What did he have in mind in this section? (P.230)
“Migration has a cost…” Cost for the migrant, nation? Cost for who?
“What is the function of this cost…”
(Q 4) He contrasts economic subject qua labor power; (p 220) comment about Marx and the worker as just a worker; in neoliberal, worker is not a worker in social time it is an entrepreneur who invests in the future.
This is not about exploiting the worker til its death; you have to invest and replenish; it’s not capital against life but capital and life; a traditional Marxist view not sufficient for analysis.
Different kind of work; it’s not just abstract labor for a job but involves a level of self-investment as a worker. We can see this in people’s responses the things like why we go to college; not many would answer they go for the intrinsic value of wanting to know.
Time and temporality…(p 221) “neoliberals and marxists…[on] variables of time” How actually is time the key variable for neoliberals? How does this connect to Punitive Society lectures?

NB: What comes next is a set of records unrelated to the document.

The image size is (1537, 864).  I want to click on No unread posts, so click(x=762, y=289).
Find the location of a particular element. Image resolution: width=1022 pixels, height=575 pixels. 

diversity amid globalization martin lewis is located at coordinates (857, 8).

In the old capitalist model: time as purely abstract; in neoliberalism time: time reconstituted and matters, it’s about the individual’s future; time as something you plan.
(P 223) “Analysis of internal rationality…” there’s something intentional happening when you look at economics through the lens of behavior.
Key concept of neoliberalism MF draws on: choice. Choice is a phenomenon that governs economic behavior. Everyone is an entrepreneur capable of making good market choices on their own. Good economics cultivates good choices. It’s an economic theory that does away with broad economic theories. (P 222)
(P 226) “…Man of consumption, insofar as he consumes, is a producer…” This has a hold on how we both experience and use our time.
Fundamental shift from classical factory model (worker sells labor and that’s it) to labor as a function of classical accumulation which is itself a temporal motion?